Start of Dataset excerpts

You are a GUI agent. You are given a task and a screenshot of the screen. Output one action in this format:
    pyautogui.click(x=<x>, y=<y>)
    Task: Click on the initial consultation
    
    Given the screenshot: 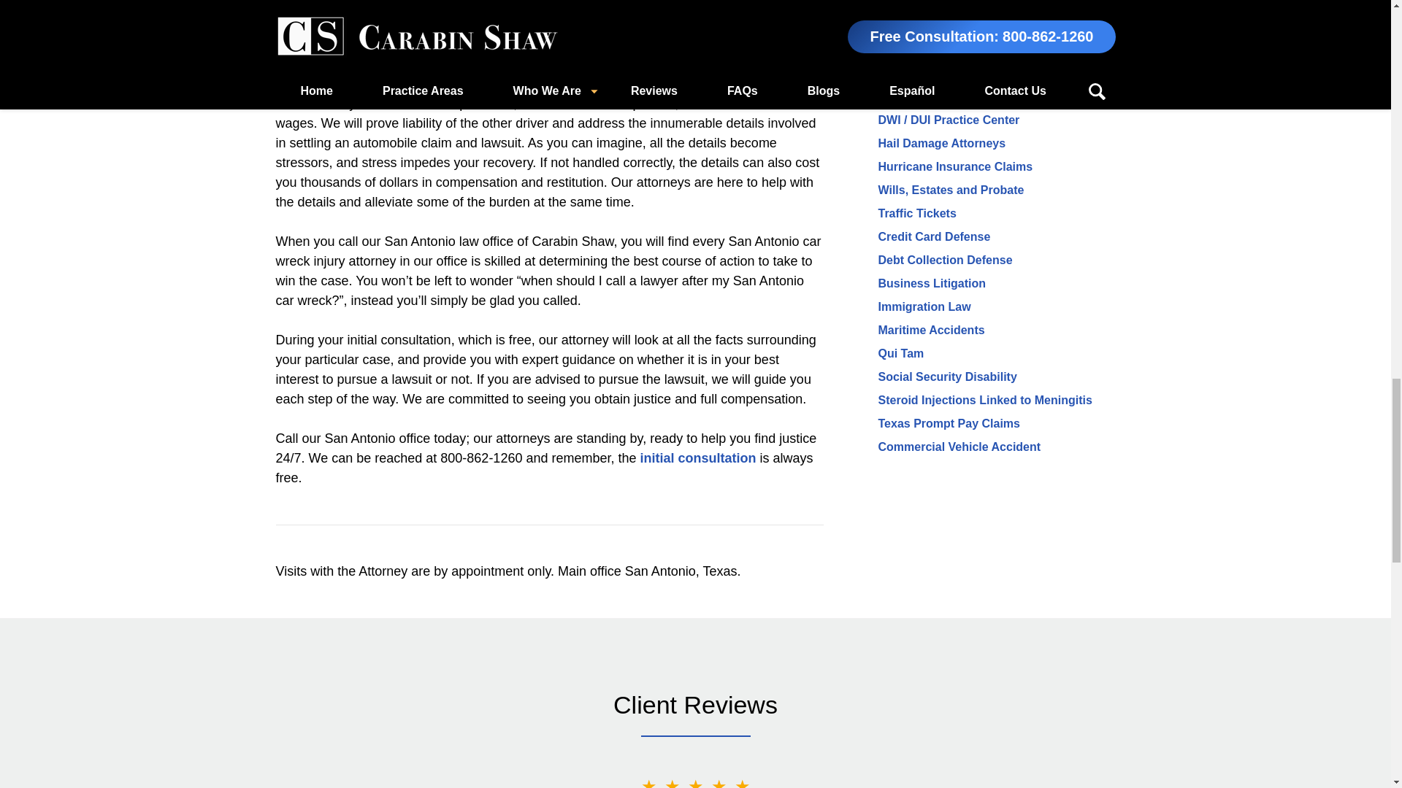 What is the action you would take?
    pyautogui.click(x=696, y=458)
    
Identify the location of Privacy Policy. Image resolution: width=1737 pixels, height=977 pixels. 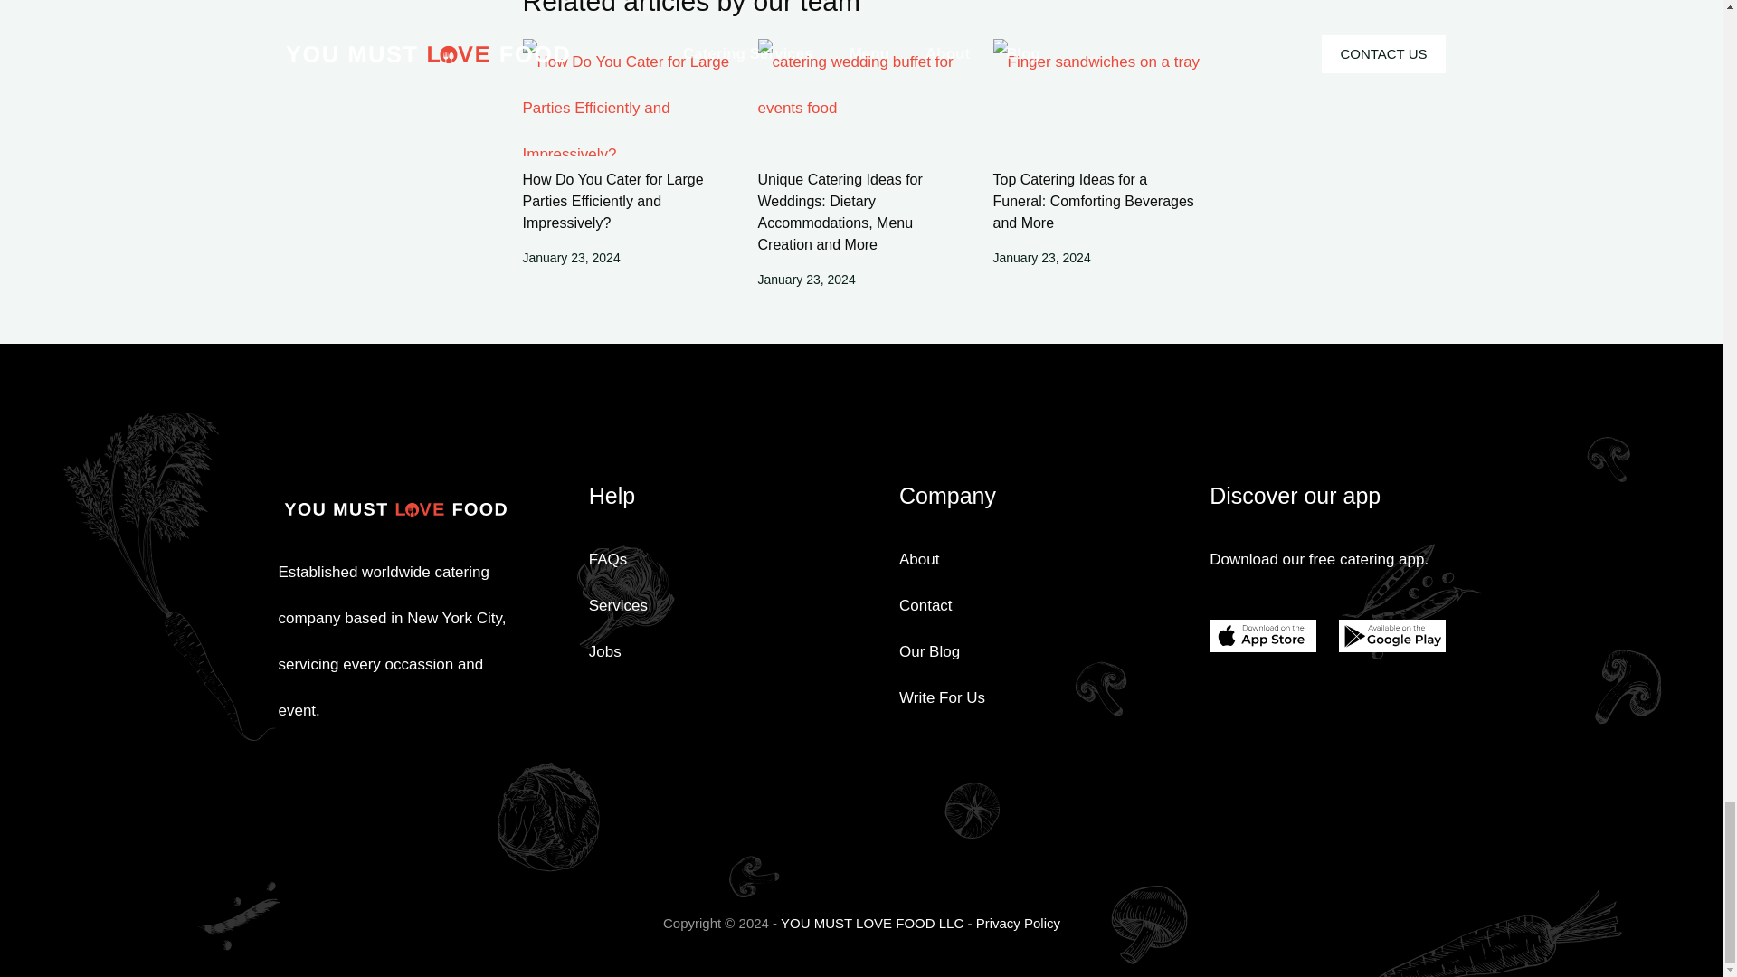
(1018, 923).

End of Dataset excerpts

## [Directions for this task]
Nothing but the lines from the one containing "Identify the location" through the last line of the records above should appear, each repeated exactly, with no pictures.

## [Result]
Identify the location of Privacy Policy. Image resolution: width=1737 pixels, height=977 pixels. 
(1018, 923).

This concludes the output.